At the same time, of course—and tragically—the magisterial authority has been grossly undermined by the inept handling of the sexual abuse crisis and now more and more with financial scandals. Most of our bishops seem unaware that they are ludicrous emperors marching naked down the aisle with only their miters for ornament and while their (moral) nudity might be repulsive to the rank and file Catholic, the real problem is that they have been so isolated from reality as, like Adam, not to know they are naked. They honestly believe they are still in a position to offer moral guidance. I am all for people believing but God’s people should never be naive. It is beneath the dignity of those who are baptized and sealed with the Holy Spirit to be credulous. And here is why the nuns are in trouble: they’re prophetic in an Institution that distrusts prophecy.
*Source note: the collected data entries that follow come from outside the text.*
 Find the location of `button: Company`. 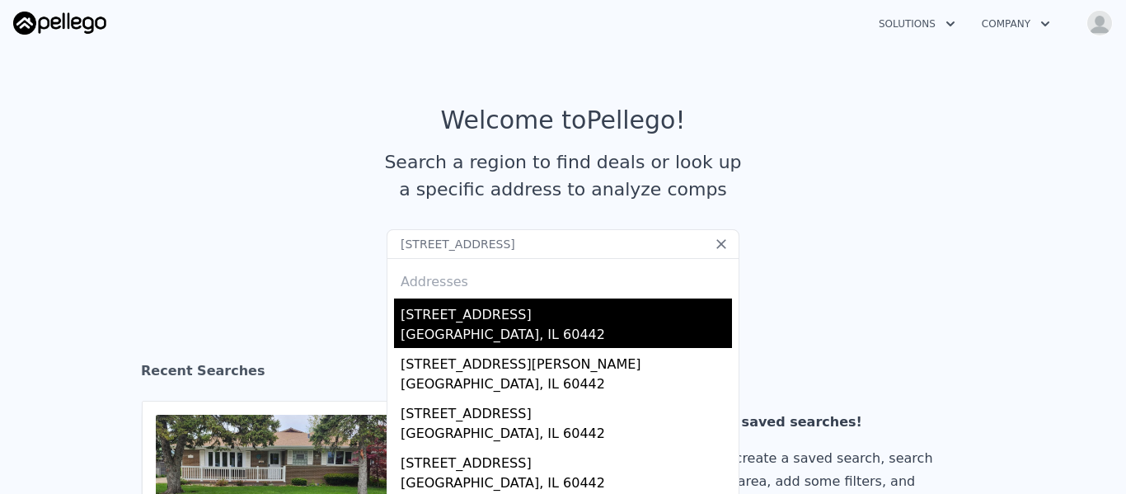

button: Company is located at coordinates (1016, 24).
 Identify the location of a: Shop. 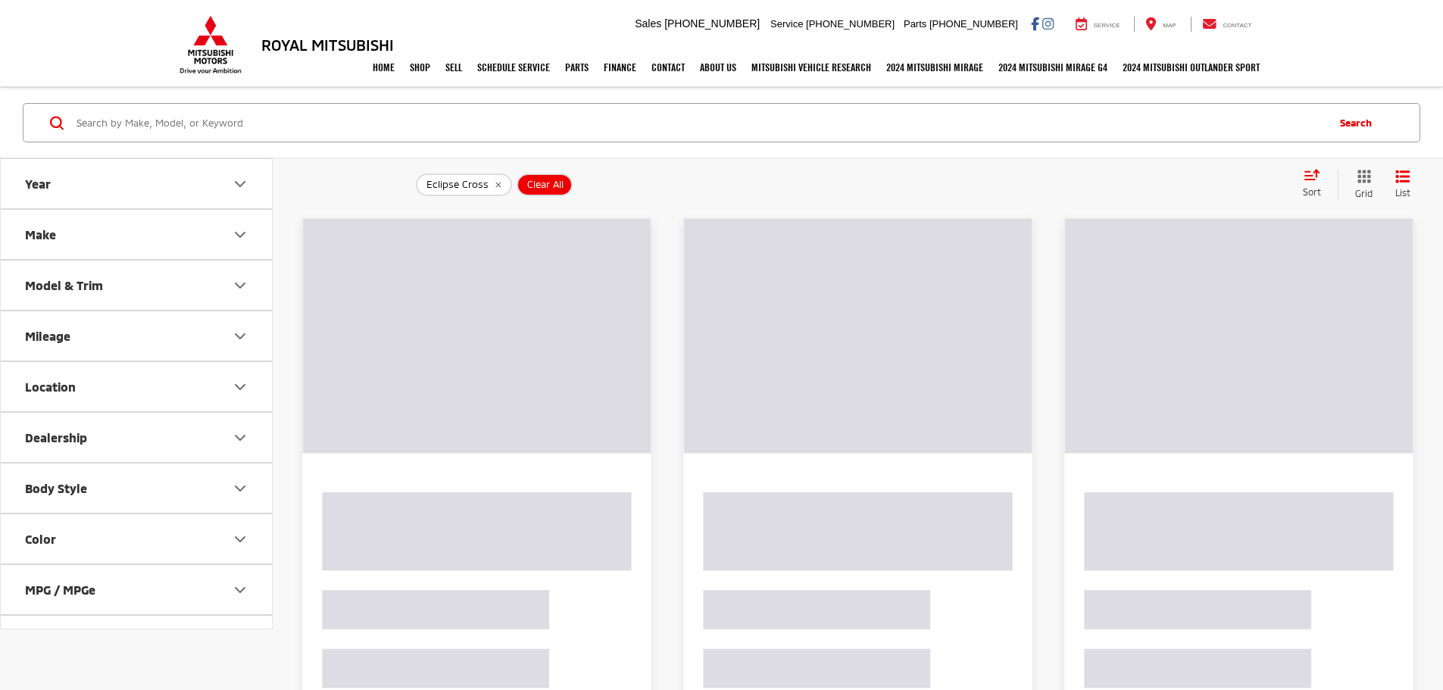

The prophet does not compel;
She invites each person to see herself,
her world, her God,
in a fresh way.
Notice, I said in an Institution that distrusts prophecy. I did not say a Church that distrusts prophecy. The Church includes the hierarchy but is much broader than its leadership. People today are seeing themselves, their world, and God (God is never “my” God, “your God” or “their God”—God is just God. ) in fresh ways and this takes control of the God experience away from the boys and let’s everyone in the game. And that is precisely what the boys in Rome—and the local chancery offices—are afraid of, a level playing field of grace where they can’t control the game. Go nuns!!!